QE and asset price inflation

Critics argue that QE inflates asset prices without proportionally boosting real economic output. By flooding markets with cash and buying bonds, the central bank pushes investors into riskier assets like stocks and real estate to chase returns. Asset prices rise, but productive investment and wages may not.

The rich, who own most financial assets, benefit disproportionately from asset price appreciation. Meanwhile, savers with cash accounts earn near-zero interest rates, effectively penalizing them for caution.

Quantitative tightening and balance sheet runoff

QE is intended to be temporary. Once the economy recovers and conventional monetary policy becomes viable again, central banks typically reverse course through quantitative tightening (QT): they stop purchasing new assets and let maturing assets roll off the balance sheet. As assets mature, the central bank receives principal repayment and does not reinvest it, shrinking the money supply.

The Federal Reserve’s quantitative tightening period (2018–2019) and again from 2022 onward have been accompanied by rising interest rates and market volatility. The pace of QT is carefully managed: too aggressive a shrinkage can shock the financial system, while too slow a pace delays the normalization of monetary policy.

Global coordination and competitive easing

Because central banks in different countries pursue QE simultaneously, the relative impact on currency markets can be complex. If the Fed and the ECB both ease, neither may see a currency advantage. But if one central bank eases more aggressively, its currency may weaken, making its exports cheaper and imports more expensive.
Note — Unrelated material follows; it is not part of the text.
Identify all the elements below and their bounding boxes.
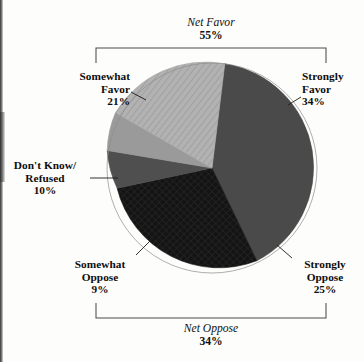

This dynamic has led to accusations of competitive easing or currency wars—a situation where each country’s central bank eases to keep its currency from appreciating relative to trading partners. Some economists argue this is mutually destructive; others argue it is a rational response to global deflation.

Central bank balance sheet expansion and inflation

When central banks buy assets, they credit the seller’s bank account with newly created money. This increases the monetary base and, if it translates into broader spending, can fuel inflation.

In the years after 2008, massive QE did not trigger the high inflation many predicted, partly because the economy was so weak that the additional money could not circulate. However, in 2021–2023, QE combined with fiscal stimulus did correlate with the highest inflation in 40 years, prompting central banks to abruptly reverse course and raise interest rates.

Distributional effects and political economy

QE benefits those who own financial assets and those whose jobs depend on credit expansion. It hurts savers and retirees living on fixed interest income. The distributional effects have made QE increasingly controversial, with critics arguing it widens wealth inequality.

Politically, QE is attractive because it allows governments to avoid fiscal stimulus (higher spending or tax cuts that require legislative action). A central bank can ease unilaterally, making QE appealing to politicians who want economic relief without spending political capital.